Graduate student researchers at UCSB protest what they believe is unfair treatment of researchers during a gathering Aug. 25.
The University of California refused to recognize 5,644 of Student Researchers United’s 16,741 petitioners because they are trainees or fellows.
The university said it would accept a union of 10,789 graduate student researchers, but Student Researchers United isn’t satisfied. The researchers want to bargain collectively.
Attorney Sandra McDonough of Paul, Plevin, Sullivan & Connaughton LLP submitted UC’s response to the California Public Employment Relations Board at almost 5:30 p.m. Thursday — the school’s last day to respond to the petition.

The Public Employment Relations Board verified they had a majority Aug. 4, giving the university 15 days. UC asked for an extension and kept quiet while it worked with self-described union-avoidance attorneys.
Ms. McDonough lauds in her bio recent judgments for a “higher education entity” for the following: a student discrimination/breach of contract case, two disability discrimination/retaliation cases, a pregnancy discrimination arbitration, a “PERB decision involving contract interpretation issue potentially affecting salary increases for an entire bargaining unit” and a harassment/hostile work environment case.
In addition to representing regents of the University of California, she has defended National University and the trustees of the California State University.
Student researchers say the letter she wrote on UC’s behalf doesn’t reflect their reality.
UC’s reponse divides those who have traditionally received W-2 forms from the university from those who receive funding from a third party.
“Critically, the continued receipt of a fellowship stipend is dependent on academic progress, not completion of specific research projects or deliverables that is typical of GSR (graduate student research) employment,” the letter says.
Elizabeth McCarthy, a researcher pursuing her M.D. and Ph.D. in biological and medical informatics at UC San Francisco, told the News-Press Monday that is not true for her and students like her.
She received her fellowship after she finished all her coursework. She has the same benchmarks as her peers who are paid through the university.
The only difference is she sends a periodic report to her grant program.
She works at the same bench as the researchers UC wrote it would recognize, and she receives the same amount of money. UCSF pays her the difference between her fellowship and her peers’ funding.
Some campuses give employee-like benefits too, but Ms.

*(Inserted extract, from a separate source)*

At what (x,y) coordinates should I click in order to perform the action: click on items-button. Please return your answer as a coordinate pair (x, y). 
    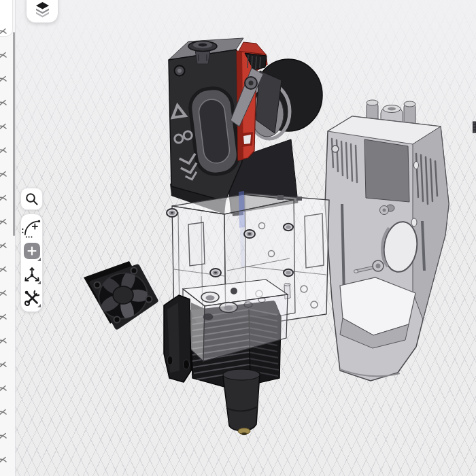
    Looking at the image, I should click on (42, 12).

McDonough writes that it doesn’t mean fellows can unionize like the students on UC’s payroll.
“The fact that the University offers these benefits to students who are not employees does not create or imply an employment relationship,” the letter to PERB says.
The University of California and Lawrence Berkeley National Lab postdoctoral researchers unionized in 2008, and UC recognized both fellowshipped and university-funded researchers.

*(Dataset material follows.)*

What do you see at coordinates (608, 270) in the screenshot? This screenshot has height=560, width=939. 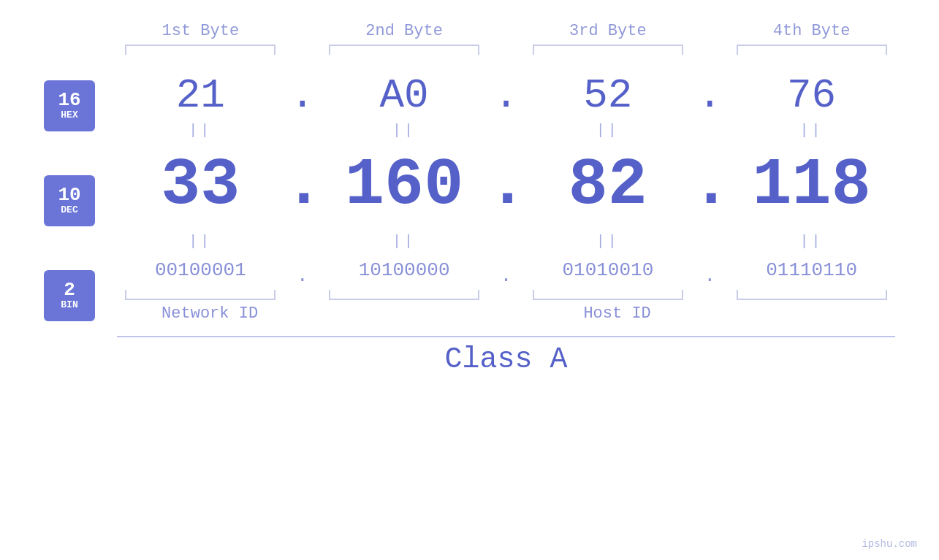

The response distinguishes the unionizing efforts by saying: “Postdoctoral scholars are distinguishable from students because they have no other status at the University, except as an employee.”
In other words, because grad students are pursuing a degree, they are not guaranteed the benefits of an employee.

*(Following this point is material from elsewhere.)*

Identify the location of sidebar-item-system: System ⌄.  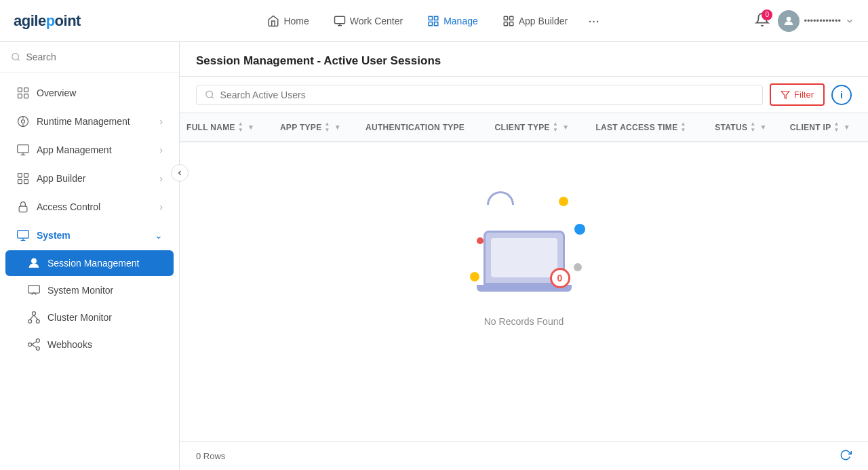
(90, 235).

The letter to PERB continues an argument that even if the fellows and trainees are considered “student employees” by Higher Education Employer-Employee Relations Act standards, they are not a union.
It says there is no “community of interest,” as needed to form a unit.
UC contends that one portion answers to the university and the other reports to grant programs.
But a common thread throughout student researcher complaints is their dependence on their adviser.
They work under a faculty member who sets schedules and working conditions. Some leaders have dropped the project last-minute, causing researchers to lose funding.
Student Researchers United sent a survey to researchers to ask about working conditions. And 60% of respondents indicated that they had witnessed workplace discrimination or harassment.
They would like workplace protections, a guaranteed minimum wage and benefits such as parental leave.
But UC says it can’t provide these perks for fellows and trainees.
“The union has no standing to negotiate for wages, terms and conditions of employment and the like for the non-GSRs (fellows and trainees) as they are often governed by specific compensation terms from the respective grants and fellowships over which the union and the University have no control,” the letter says.
Student Researchers United is waiting for PERB to facilitate the next steps.
Members are spreading a digital petition at actionnetwork.org/petitions/recognize-sru-uaw-now, hoping to get UC administrators’ attention.